Judith Lang Zaimont was born in Memphis, Tennessee, into a musical family. She grew up in New York City, began piano studies at the age of five, and at age eleven was accepted into the preparatory division of The Juilliard School. There, as she has since recalled, she first realized that she was “born to be a composer.” During her teen years she won several composition competitions, including that of the National Federation of Music Clubs; and at age eighteen she was awarded the BMI (Broadcast Music, Inc.) Young Composer Award.
Zaimont studied piano at Juilliard with Leland Thompson (1958–64), and composition at Queens College with Hugo Weisgall and at Columbia University with Otto Luening and Jack Beeson. After receiving her master’s degree, she went to Paris to study orchestration with André Jolivet on a Debussy Fellowship from the Alliance Française.
While still in her teen years, before deciding to devote herself principally to composition, Zaimont formed a duo-piano team with her sister, Doris (now an accomplished opera director, Doris Kosloff). They toured the United States, recording and appearing on radio and television—including performances on Mitch Miller’s popular television show, Sing Along with Mitch.
Zaimont’s earlier works—written for the most part prior to 1980—are mainly vocal or for solo piano. In addition to the works recorded here, her Judaically related pieces from that period also include Man’s Image and His Cry (1968), for contralto and baritone soloists, chorus, and orchestra. General vocal works from that time frame include choral and solo settings of poems by Shakespeare, Shelley, Herrick, Gay, Auden, Cummings, Byron, Baudelaire, Verlaine, Rimbaud, Blake, and others. Her piano works from those years include a concerto (1972) and numerous solo pieces, such as A Calendar Set (1972–78); Two Rags (1974); the nocturne La Fin de siecle (1978); and the four-hand Snazzy Sonata (1972).
More recent works in Zaimont’s oeuvre of nearly 100 compositions—many of which have been awarded important prizes and have received performances abroad as well as in the United States—include three symphonies; a chamber opera for children, Goldilocks and the Three Bears; and oratorios and cantatas. She has also written a number of works on American Indian themes, such as The Magic World (Ritual Music for Three), as well as music for wind ensembles, vocal chamber pieces for various combinations, instrumental chamber works, and solo music for string and wind instruments, piano, organ, and voice.

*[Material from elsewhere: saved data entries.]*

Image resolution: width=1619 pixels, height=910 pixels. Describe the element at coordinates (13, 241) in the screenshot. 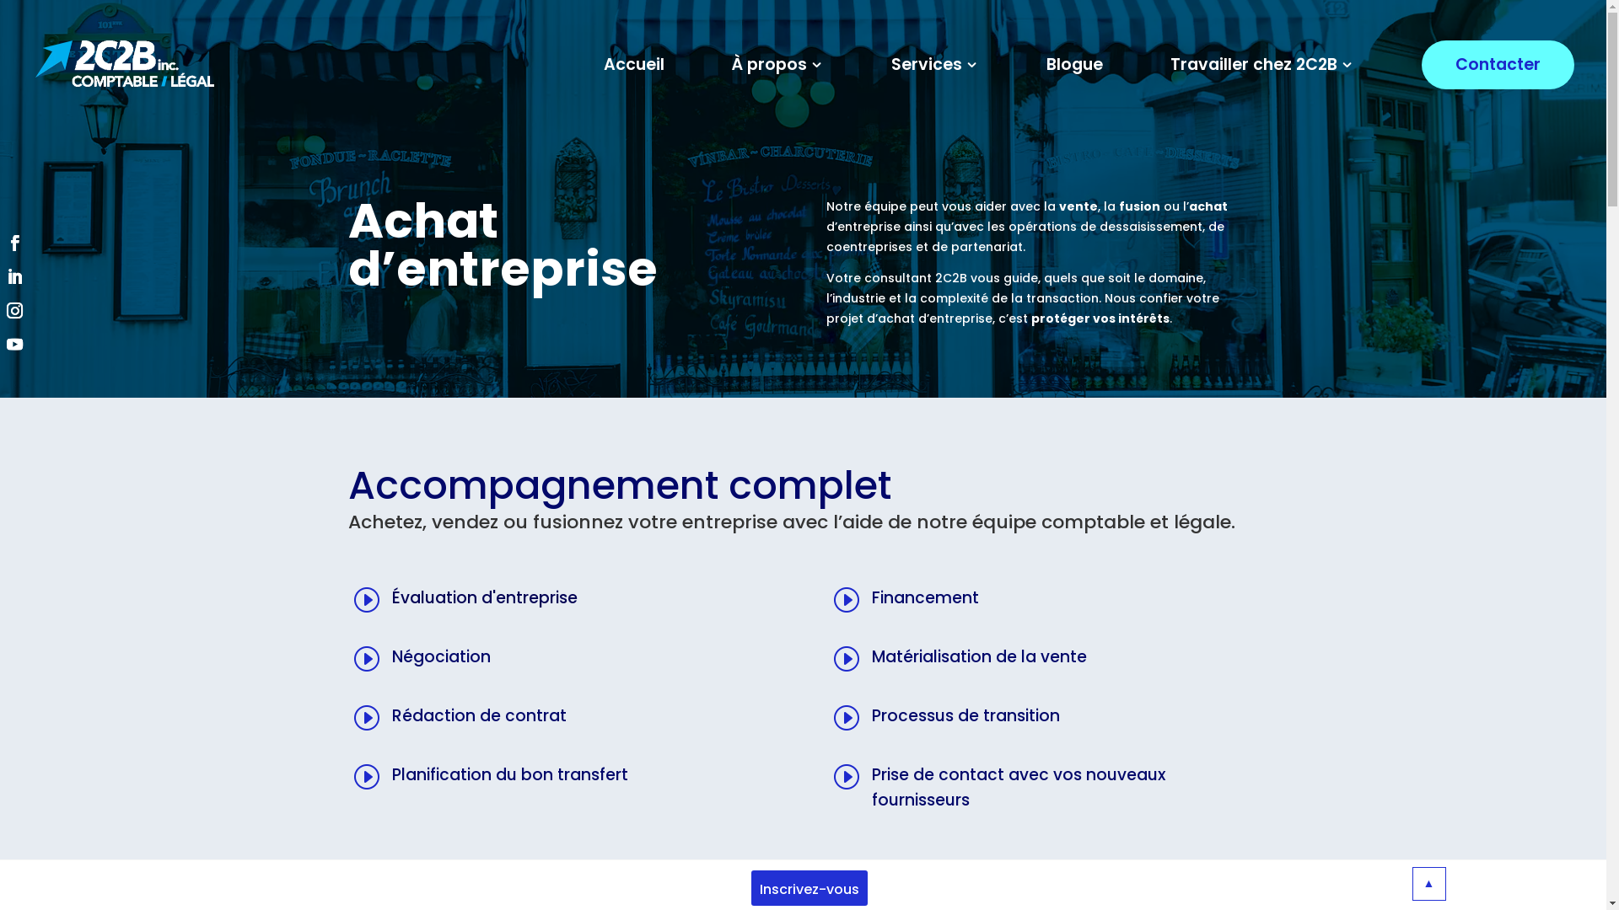

I see `Suivez sur Facebook` at that location. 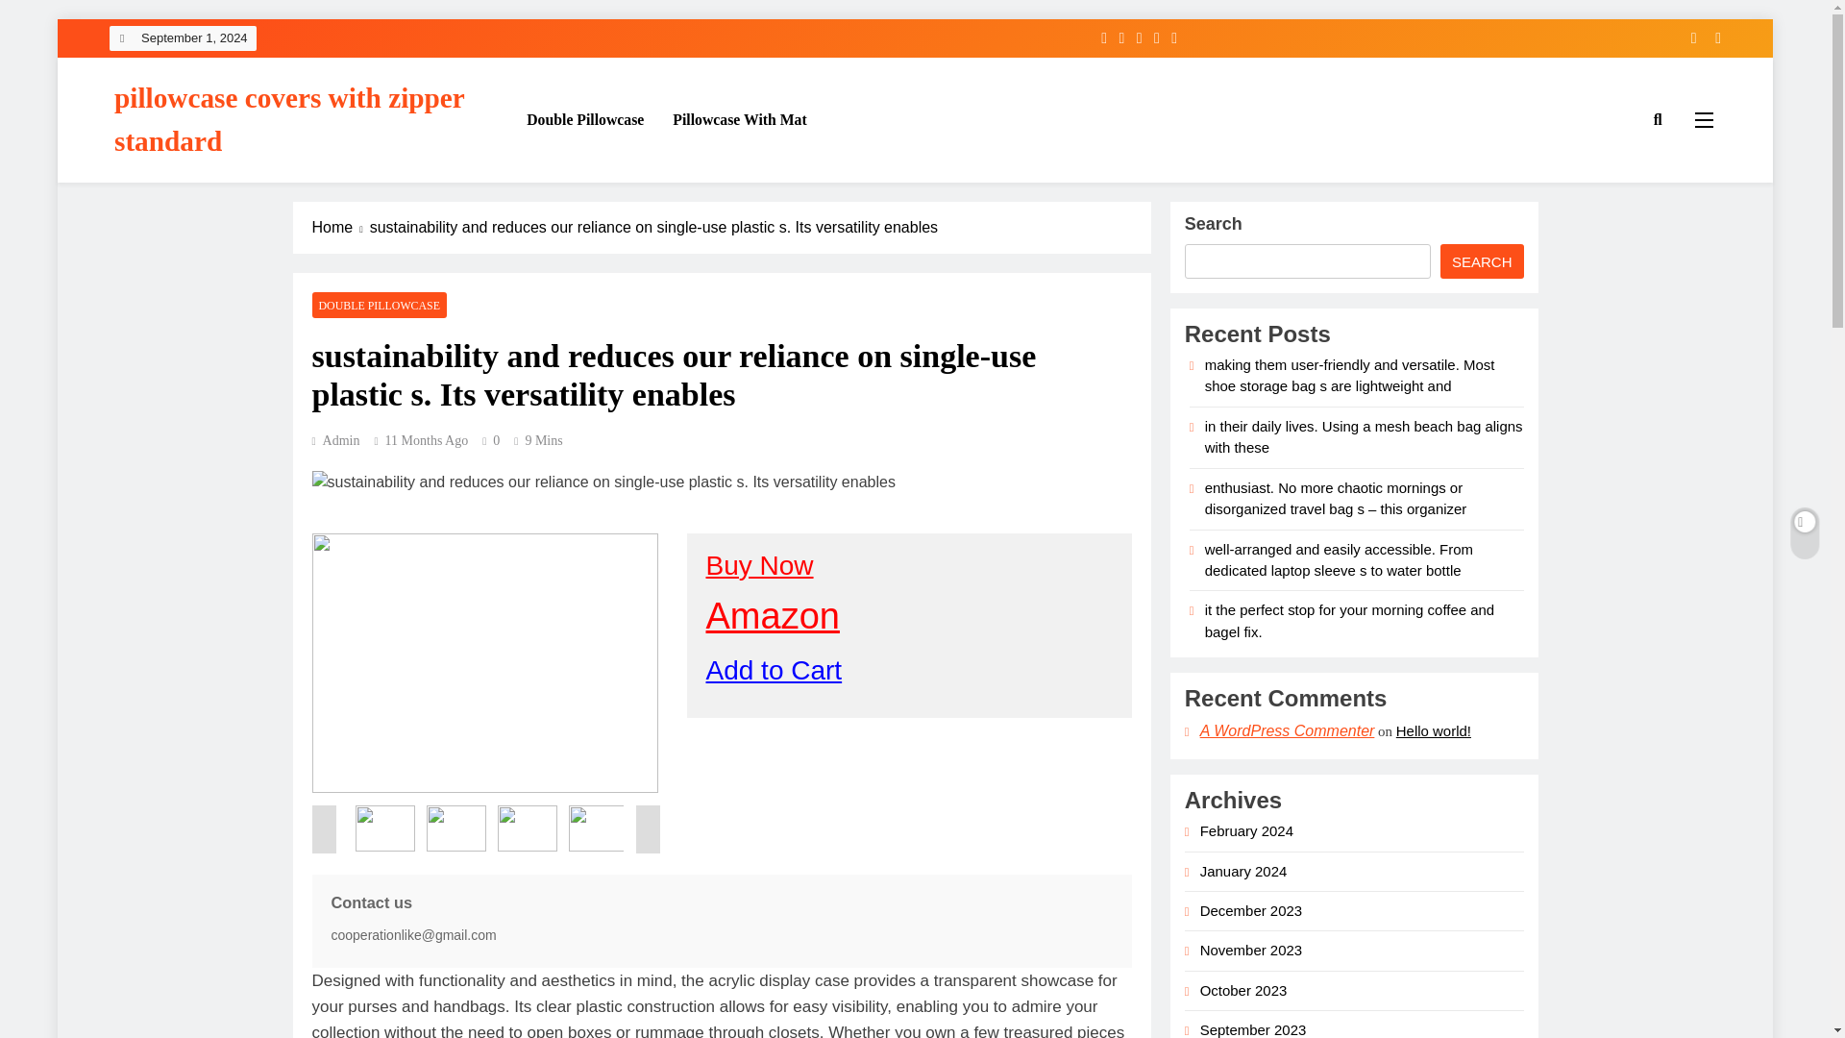 I want to click on Double Pillowcase, so click(x=585, y=120).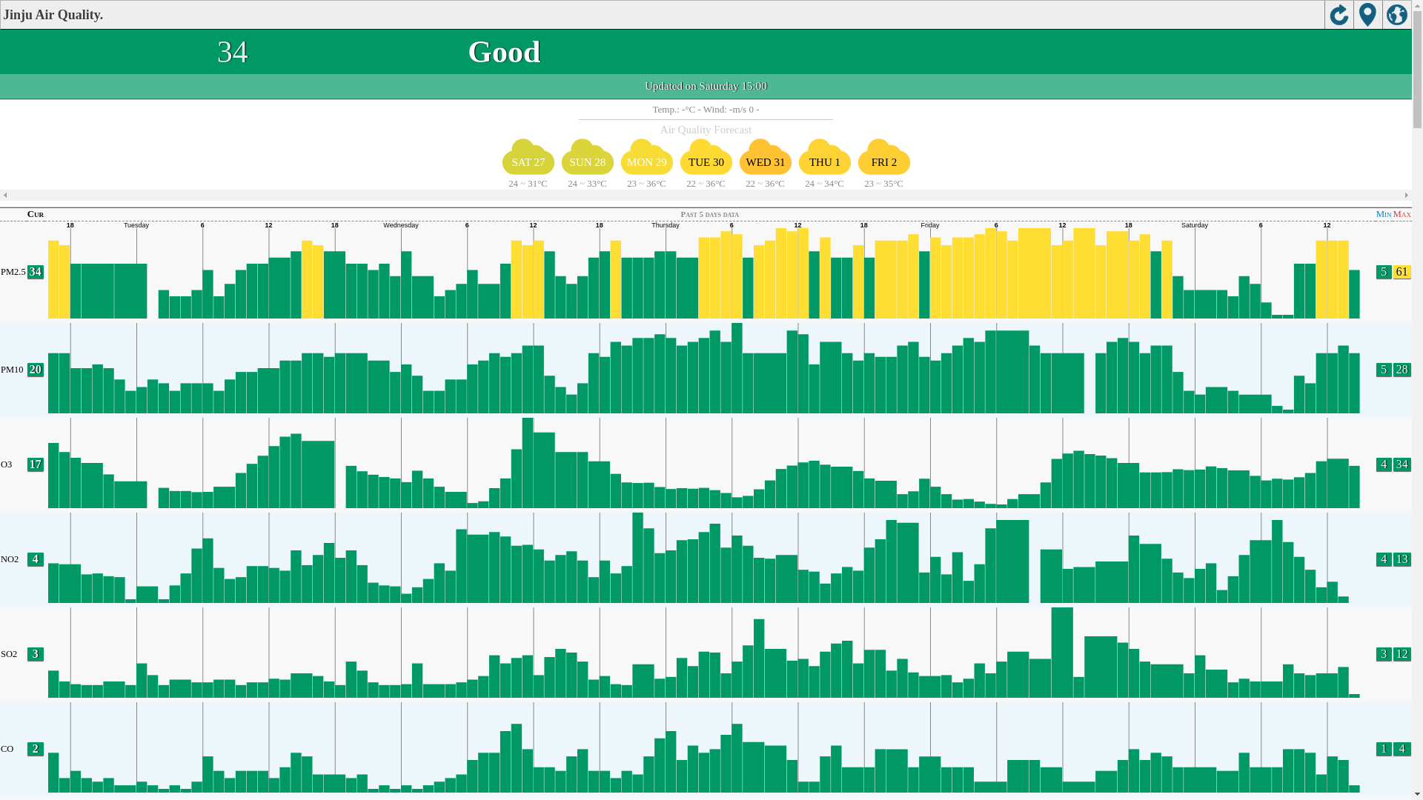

Zaimont’s many composition awards include a Guggenheim Fellowship (1983–84); a Maryland State Arts Council creative fellowship (1986–87); and commission grants from the National Endowment for the Arts (1982), the American Composers Forum (1993), and the international 1995 McCollin Competition for Composers—for her first symphony, which was performed by the Philadelphia Orchestra in 1996. She was “composer of the year” at Alabama University in 1994, the featured composer at the Society of Composers International American meeting in 1995, artist-in-residence for the 1996–97 academic year at Skidmore College, composer-in-residence at the University of Wisconsin (River Falls) in 1999, the honored composer in 2001 at the Eleventh Van Cliburn International Piano Competition—where the gold medalists performed her music—and the featured composer in 2002 at the annual conference of the National Federation of Music Clubs.
A distinguished teacher who has served on the faculty of Queens College, the Peabody Conservatory, and Adelphi University, Zaimont was a professor of composition from 1992 until 2005 at the University of Minnesota in Minneapolis. She is also the founder and codirector of the performing ensemble American Accent, based in New York, and the creator and editor in chief of the acclaimed series of books The Musical Woman: An International Perspective. Her music has been the subject of twelve doctoral dissertations.
Zaimont’s works have been performed by the Baltimore, Jacksonville, Greenville (South Carolina), and Harrisburg symphony orchestras; the Czech Radio Orchestra; the Berlin Radio Orchestra; the Kharkov Philharmonic (Ukraine); and the Pro Arte Chamber Orchestras in New York and Boston.